Thursday, January 24, 2008

second night of class

This week was the second meeting of my Food and Culture in Louisiana class.

We discussed our readings and our assignment for next week:
Food Diary: 30% of total grade; 60 possible points. Each student will record every item of food and drink consumed for a 7-day period (35 points, 5 points per day). It is not necessary to record quantities or brand names; a concerted effort should be made to record consumption soon after it takes place (record the acts as they happen, not as a recollected act hours or days later). When food is consumed in a restaurant or purchased when away from home, please indicate the source of the food (i.e., “three piece spicy white meat chicken dinner with a side of red beans from Popeyes” or “1 bottle Vitamin Water, Reilly Rec Center smoothie bar”). A sample food record page will be distributed in class. In addition to the 7-day record, each student will complete a 750 word essay (25 points; typed, double-spaced, 12-point font) reflecting on the food journaling experience and addressing the following 5 questions:
Self-Awareness: Did the act of recording every consumed item created a heightened awareness of food & drink? Was the process: tedious, boring, exciting, threatening, liberating, challenging, etc?
Patterns: Does the diary reveal any patterns of consumption? Particular food habits or avoidances? Did a prior awareness of these patterns exist?
Seasonality: Would the food diary be significantly different if recorded in a different season of the year? Why or why not?
Locality: Does the food diary capture foods or consumption patterns that are intensely local? (In other words, would the diary be different if the eater lived in a different locale?)
Impact: As a result of keeping the food diary, did any shifts in consumption occur?
And our snack for this week was dried shrimp. In these days of refrigeration, dried shrimp is mostly used as a snack - like a seafood jerky. Some people use them in gumbo for a different flavor. Most dried shrimp are the small ones that would not sell well in stores or to restaurants. But before refrigeration, folks in Louisiana would dry and salt shrimp so they would have shrimp during the winter months when the weather is too nasty to go shrimping. The idea for dried shrimp probably came from Filipino immigrants that often sailed on Spanish ships in the 17th and 18th century.

We listened to this decima "La vida de un jaibero (The Life of a Crab Fisherman)," by Irvan Perez while snacking on our dried shrimp.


YOUR INSTRUCTIONS: Please work out how many lines in the data below contain "harmonieuses", and reply with that number alone.

MATERIAL TO PROCESS:
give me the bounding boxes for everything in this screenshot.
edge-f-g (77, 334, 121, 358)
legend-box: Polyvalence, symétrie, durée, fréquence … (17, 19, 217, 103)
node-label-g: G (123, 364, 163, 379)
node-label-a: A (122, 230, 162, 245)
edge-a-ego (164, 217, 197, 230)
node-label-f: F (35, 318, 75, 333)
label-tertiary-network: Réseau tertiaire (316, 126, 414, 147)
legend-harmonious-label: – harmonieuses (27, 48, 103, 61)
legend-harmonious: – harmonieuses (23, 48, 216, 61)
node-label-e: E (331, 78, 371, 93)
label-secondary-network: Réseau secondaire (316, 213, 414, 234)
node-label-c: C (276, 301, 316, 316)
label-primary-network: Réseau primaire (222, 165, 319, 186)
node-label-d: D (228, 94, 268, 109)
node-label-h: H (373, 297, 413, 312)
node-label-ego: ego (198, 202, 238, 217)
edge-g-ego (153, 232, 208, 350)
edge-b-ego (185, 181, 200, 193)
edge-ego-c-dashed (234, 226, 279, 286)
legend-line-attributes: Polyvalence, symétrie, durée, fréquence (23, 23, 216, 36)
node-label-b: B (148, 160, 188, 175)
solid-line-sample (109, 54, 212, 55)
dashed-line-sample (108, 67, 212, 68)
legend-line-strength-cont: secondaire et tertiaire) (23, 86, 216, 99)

RESPONSE AREA: 2